Where is my sense of outrage?

The darkest and most difficult things faced in our world are not faced by us in the West. Yes, the events which happen in the West may be the most shocking to us because we believe that we are in someway protected from the realities of the world in which others live day by day. But the deepest and darkest things are experienced by others.
It is disturbing that these things are reported with much less frequency and, it seems to me, with considerably less sense of outrage, and I wonder why that is?
Is it because these things happen far way? Is it because these people matter less to God than we do? Is it because these events do not fit with what is the accepted narrative in our press, that somehow we are under attack by a world which is either jealous of our values or fundamentally opposed to them.
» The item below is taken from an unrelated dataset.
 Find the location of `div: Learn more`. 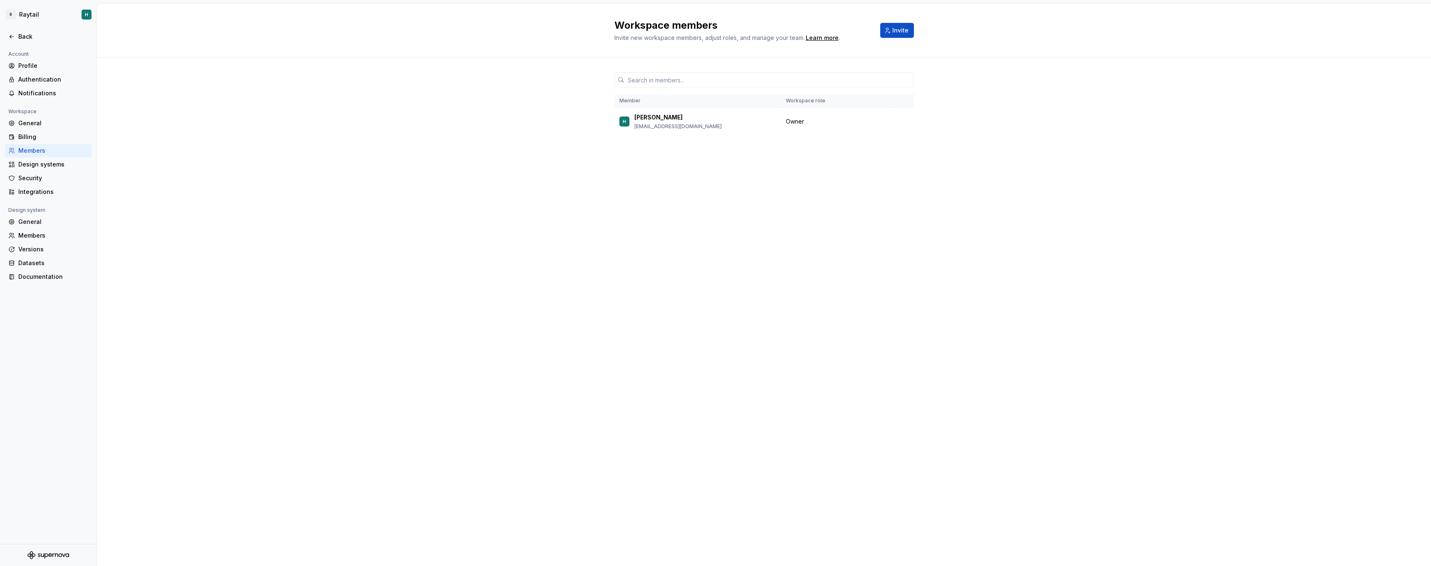

div: Learn more is located at coordinates (822, 38).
I don’t know. …. I suspect that it is all three of these, … perhaps other reasons too.
What I do know for sure is that every single one of those killed in Istanbul, in Syria, in Bangladesh and in Iraq is a child of God, each one as valued in God’s sight as I am, … as my family are.
And it is to my shame that I am able so easily to miss the depth of pain and grief which their relatives face. It is to my shame that respond with a greater sense of grief and loss when these events happen closer to home. It is to my shame when I accept the analysis of our press in general that we are under siege by outside forces over which we have no control and which we need to fear.
The truth is that, even when we face deeply outrageous acts of terror, we are still, as nations in the West, so very well protected from what the rest of the world has to live with, that they have the power to shock us to our core. But we are happy to only notice  in passing the horrors faced by others.
Yes, there are those who seek to help us engage with the gravity of what is faced day to day in Syria, in Iraq, in Afghanistan and in other places of conflict.
But many of us manage, somehow, to allow these events to pass us by.
It is to my shame when I participate, even if unknowingly, in perpetuating such a distorted perspective on our world.